After two national lockdowns and many desperate months of darkness, the Almeida reopens with an achingly felt response to the year: an abstract collage of sketched experiences, generated by locking down a group of six actors in a rehearsal room with director, Rebecca Frecknall, and writer, Chris Bush.

Conceived to reflect the madness, despair and occasional strange warmth of 2020, Nine Lessons and Carols wears its humane intentions clearly on its sleeve.

The play opens with a voiceover in fairy-tale mode debunking the title – there are no carols. If there are lessons, they are slow to emerge.

A contemporary myth about an abject everyman [or in this case woman] roaming the earth with a painful thorn stuck between her shoulder blades, trying to find a soul mate, gives way to a Caryl Churchill-like scheme of jolting monologues and two-handers conjuring familiar lockdown habits and emotions.

Initially disorientating, the aim of the writing becomes clear: to find a universal myth in the experience of loneliness.

There are moments of wit and insight: a bereaved father [Elliot Levey] bakes banana bread and subsequently urges his depressed bulimic son [Luke Thallon] to eat more; the same son tells of finding an abandoned black dog, also a metaphor for his depression; a young woman [Katie Brayben] buys a camper van off eBay to break out of a relationship and finds an Arcadian idyll growing vegetables; an Amazon delivery man [Toheeb Jimoh] insists ‘the world didn’t stop because you did.’

The voices are primarily middle-class so the range is limited and the black lives matter scenes - a mother and son argue about the dangers of attending a rally during a pandemic - barely skim the surface.

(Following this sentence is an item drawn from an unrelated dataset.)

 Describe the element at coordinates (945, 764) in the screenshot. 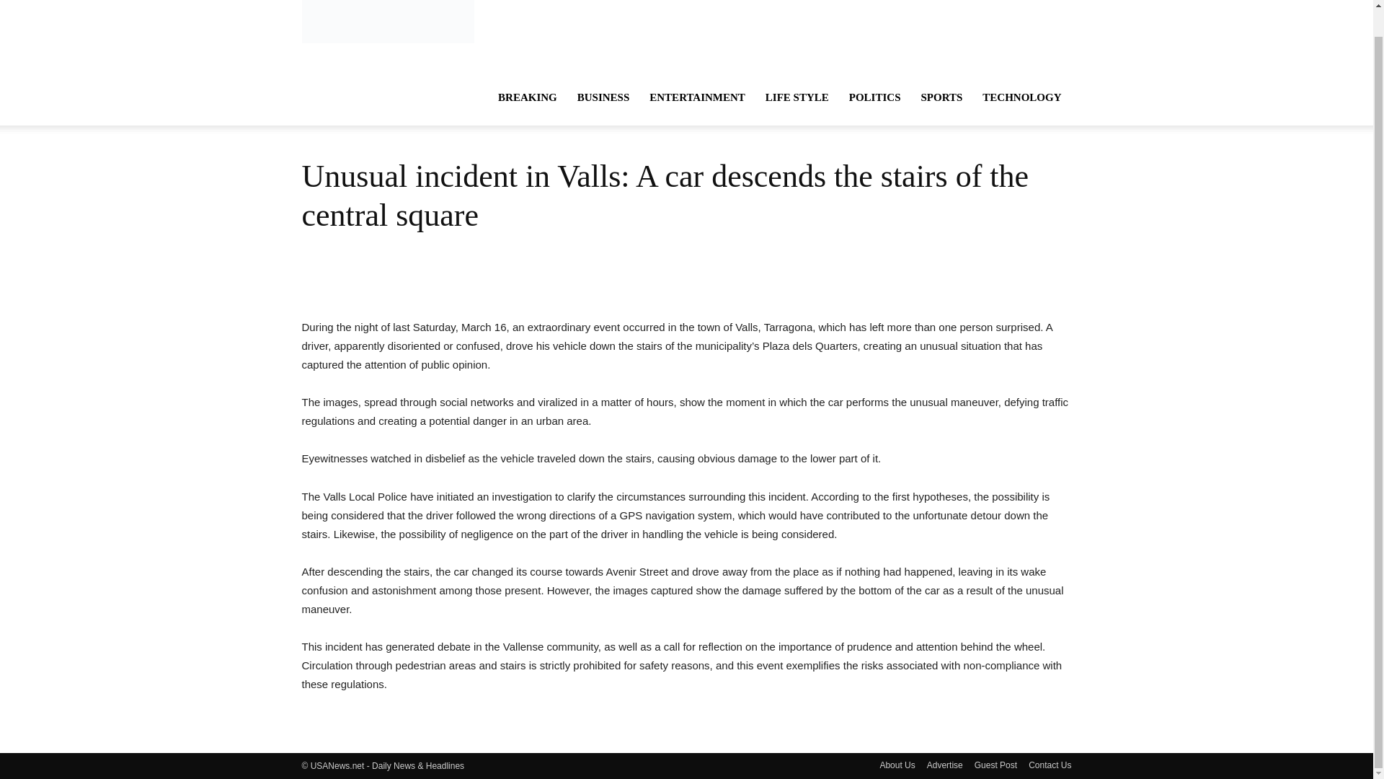

I see `Advertise` at that location.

Scenes of the ensemble brainstorming a Christmas advert were trite.

The most powerful sense of loneliness comes through the melancholic songs, beautifully sung by Maimuna Memon.

Islington Gazette: Nine Lessons and Carols ; Created by Chris Bush, Rebecca Frecknall & The Company at The Almeida theatre IslingtonNine Lessons and Carols ; Created by Chris Bush, Rebecca Frecknall & The Company at The Almeida theatre Islington (Image: Helen Murray 2020)

The staging in the round uses stacks of logs to conjure our collective longing for much-needed warmth and the lighting is magical.

While Nine Lessons is superbly performed, it doesn’t quite find the depth it seeks but it does shine a light on theatre’s potential to facilitate spiritual transcendence.